The reflog is local only. It doesn’t push. And it expires (30 days by default for unreachable objects, 90 days for reachable ones). But in the short term, it’s almost impossibly hard to permanently destroy committed work.
Pack Files and Garbage Collection
Initially, Git stores every object as a loose file: one file per object in .git/objects/. This is fine for small repos. For large ones, it’s slow and wasteful.
Periodically (or when you run git gc), Git compresses loose objects into pack files — .git/objects/pack/*.pack. Pack files use delta compression: instead of storing each version of a large file from scratch, they store one full copy and deltas for the rest. This is why even repos with decades of history stay manageable in size.
The Linux kernel’s .git folder is about 3.5GB. Without pack files, it would be orders of magnitude larger.
Shallow Clones
git clone --depth=1 https://github.com/torvalds/linux
A shallow clone fetches only the most recent N commits, not the full history. The clone is a fraction of the size and downloads much faster. GitHub Actions uses this by default — fetching full history for a CI run is usually wasteful.
The tradeoff: you lose the ability to git log into the past, compare old commits, or do operations that need ancestor information. Git marks the oldest fetched commit with a special “grafts” mechanism to prevent tools from trying to traverse further.
# Deepen a shallow clone after the fact
git fetch --unshallow
Edge Cases That Will Bite You
Submodules vs subtrees — both let you embed one repo inside another. Submodules are a pointer (the parent repo stores a commit hash, not the content); the embedded repo is a separate checkout. Subtrees actually merge the foreign repo’s history into yours. Submodules are more common; they’re also famously finicky because forgetting to git submodule update after pulling is extremely easy.

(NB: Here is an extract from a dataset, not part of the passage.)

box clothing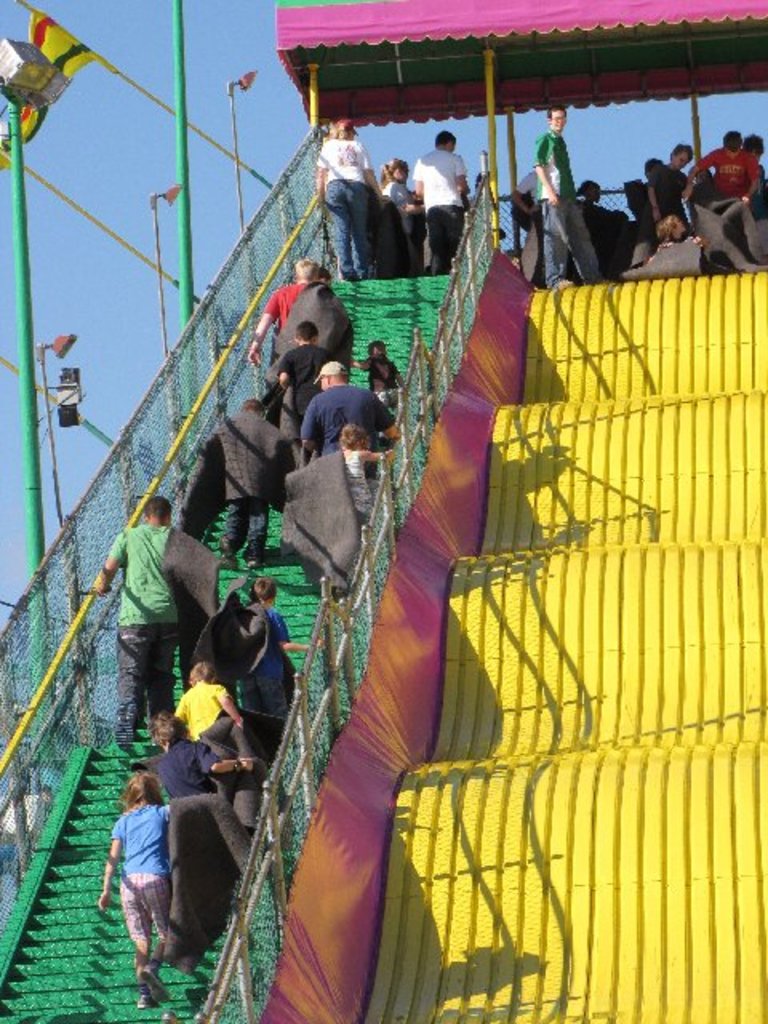
rect(96, 522, 182, 733)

CRLF line endings — Windows uses \r\n, Unix uses \n. Git can auto-convert on checkout/commit via core.autocrlf, but teams with mixed OS developers regularly run into commits that change every line of a file due to line ending changes. .gitattributes is the proper fix: it forces consistent line ending behavior regardless of each developer’s OS settings.
Binary files and LFS — Git handles binary files (images, models, executables) badly. Storing a 100MB video file in a repo means every clone downloads that 100MB forever. Git Large File Storage (LFS) replaces binary files in the repo with small pointer files, storing the actual content on a separate server. GitHub provides 1GB of LFS storage free; after that it’s $5/month per 50GB.

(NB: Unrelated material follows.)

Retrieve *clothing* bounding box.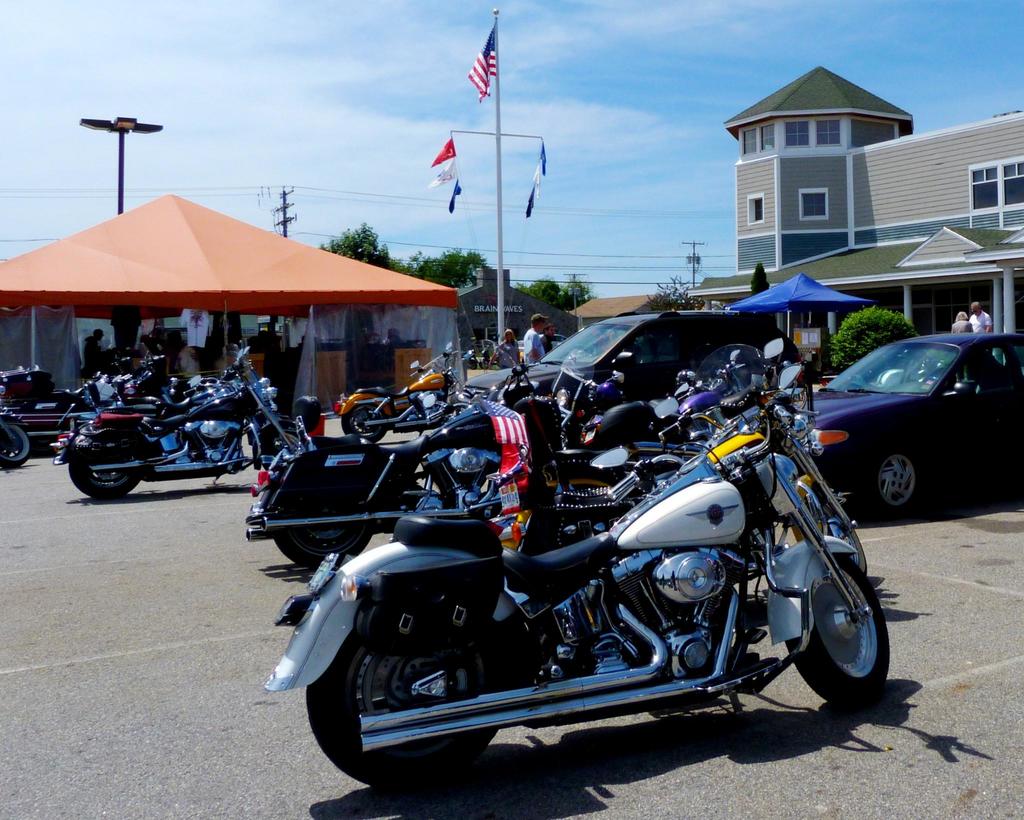
Bounding box: Rect(179, 310, 207, 343).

Worktrees — a lesser-known feature: git worktree add ../hotfix-branch hotfix. Creates a second working directory attached to the same .git folder, checked out to a different branch. You can have the main branch running in one window and test a hotfix in another, without stashing or committing half-done work. Introduced in Git 2.5 (2015), still rarely used.
One Thing to Remember
Git’s entire history is a graph of immutable content-addressed objects. Nothing gets deleted immediately — branches are just pointers, rebase creates new commits (old ones linger), and the reflog tracks every HEAD movement. If you committed it, you can almost certainly get it back.
See Also
- Apis What is an API? Think of it as a waiter who takes your order and brings back exactly what you asked for.
- Encryption Encryption explained: how your messages and passwords stay secret even when strangers can see them.
- Graphql Why do apps ask for exactly the data they need — and why that's a bigger deal than it sounds?